Though it may seem a bit of a stretch to mention in the same breath a novelist known for her exploration of women's agency and the inimitable poet Charles Baudelaire, the fact of the matter is that Colette is also celebrated for her evocative poetic descriptions, especially when it comes to landscapes, plants, and animals (particularly cats, a source of inspiration for Baudelaire as well). Jean Onimus, for example, affirms that "[c]e qui frappe dans [sa] création textuelle c'est la richesse, l'abondance, la justesse des métaphores [. . .]" (273). Diana Holmes, likewise, refers to Colette's "playing with language as a system of sound and meaning" [End Page 39] (101) - which is of course what writing poetry is all about - and even suggests that the narrative aspects may take a back seat to the poetic: "[. . .] the pleasure of reading Colette lies less in the thrill of suspense and satisfaction provided by narrative, than in the contemplative, almost sensual delight of language itself" (100-01).

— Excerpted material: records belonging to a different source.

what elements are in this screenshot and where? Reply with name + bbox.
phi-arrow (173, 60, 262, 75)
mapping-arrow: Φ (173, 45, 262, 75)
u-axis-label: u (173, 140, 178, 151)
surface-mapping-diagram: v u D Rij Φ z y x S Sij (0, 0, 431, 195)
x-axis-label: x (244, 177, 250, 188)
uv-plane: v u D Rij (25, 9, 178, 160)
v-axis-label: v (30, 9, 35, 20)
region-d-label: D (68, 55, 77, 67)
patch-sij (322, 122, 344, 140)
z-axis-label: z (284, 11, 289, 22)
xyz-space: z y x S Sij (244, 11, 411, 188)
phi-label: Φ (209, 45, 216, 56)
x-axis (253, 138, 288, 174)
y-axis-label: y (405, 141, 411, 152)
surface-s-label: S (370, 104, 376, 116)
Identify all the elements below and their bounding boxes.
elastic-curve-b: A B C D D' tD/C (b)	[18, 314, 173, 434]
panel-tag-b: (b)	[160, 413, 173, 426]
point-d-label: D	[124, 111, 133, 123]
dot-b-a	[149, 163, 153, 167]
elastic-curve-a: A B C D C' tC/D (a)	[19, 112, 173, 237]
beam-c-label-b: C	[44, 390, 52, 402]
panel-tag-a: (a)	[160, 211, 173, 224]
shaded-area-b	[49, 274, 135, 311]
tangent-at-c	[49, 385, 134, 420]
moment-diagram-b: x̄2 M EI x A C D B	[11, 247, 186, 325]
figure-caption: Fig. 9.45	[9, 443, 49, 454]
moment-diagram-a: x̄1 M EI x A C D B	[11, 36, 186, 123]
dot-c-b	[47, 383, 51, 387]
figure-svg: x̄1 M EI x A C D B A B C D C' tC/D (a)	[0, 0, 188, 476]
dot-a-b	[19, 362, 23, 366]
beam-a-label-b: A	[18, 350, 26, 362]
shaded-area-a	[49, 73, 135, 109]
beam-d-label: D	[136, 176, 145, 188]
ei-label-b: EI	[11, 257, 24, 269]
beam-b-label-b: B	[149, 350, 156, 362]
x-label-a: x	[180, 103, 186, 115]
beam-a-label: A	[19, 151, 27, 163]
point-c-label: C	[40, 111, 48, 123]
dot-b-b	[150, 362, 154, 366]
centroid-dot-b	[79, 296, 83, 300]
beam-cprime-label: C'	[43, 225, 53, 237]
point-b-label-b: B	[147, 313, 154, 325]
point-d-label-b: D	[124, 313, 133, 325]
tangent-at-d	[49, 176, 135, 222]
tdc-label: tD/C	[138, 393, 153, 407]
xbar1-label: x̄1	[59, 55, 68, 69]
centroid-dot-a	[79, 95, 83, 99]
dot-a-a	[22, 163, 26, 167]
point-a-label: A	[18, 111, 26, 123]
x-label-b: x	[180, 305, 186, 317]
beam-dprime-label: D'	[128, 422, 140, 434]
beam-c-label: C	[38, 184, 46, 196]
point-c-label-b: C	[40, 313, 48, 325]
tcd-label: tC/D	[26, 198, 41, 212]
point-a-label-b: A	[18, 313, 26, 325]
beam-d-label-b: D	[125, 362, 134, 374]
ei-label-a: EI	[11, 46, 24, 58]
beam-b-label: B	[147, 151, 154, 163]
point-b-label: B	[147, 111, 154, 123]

It might be said, conversely, that there is something decidedly "novelistic" about Baudelaire's prose poems. Margery Evans cites comments in the poet's 1859 Salon that "imply that he saw the genre as being in some respects closer to the novel than to verse poetry" (xi); the goal of her own book is to demonstrate how the text "[. . .] sets itself up for comparison with the novel and with classic texts by the great moralists, calling into question the codes governing those genres, just as it calls into question the conventions of lyric poetry" (xii). That La Vagabonde and Le Spleen de Paris have in common this blurring of generic boundaries suggests that reading the two works together might reveal some fascinating resonances.1

In the final scene of La Vagabonde, Renée sneaks back to her apartment in the wee hours of the morning after being on tour for several weeks, intending to leave a lettre de rupture for Max - who assumes she will marry him upon her return - a letter which she has effectively been writing in her mind the entire time she has been away. It is the physical distance from the object of her desire, in addition to the freedom to write that travel affords her, which enable her to 'write herself away' from Max and back to her literary craft. Although Renée may be confident about her decision, she knows herself well enough to recognize that letting Max go will prove challenging: "Je m'échappe, mais je ne suis [End Page 40] pas quitte encore de toi," Renée concedes, "[v]agabonde, et libre, je souhaiterai parfois l'ombre de tes murs [. . .]. Ah! Tu seras longtemps une des soifs de ma route!" (248).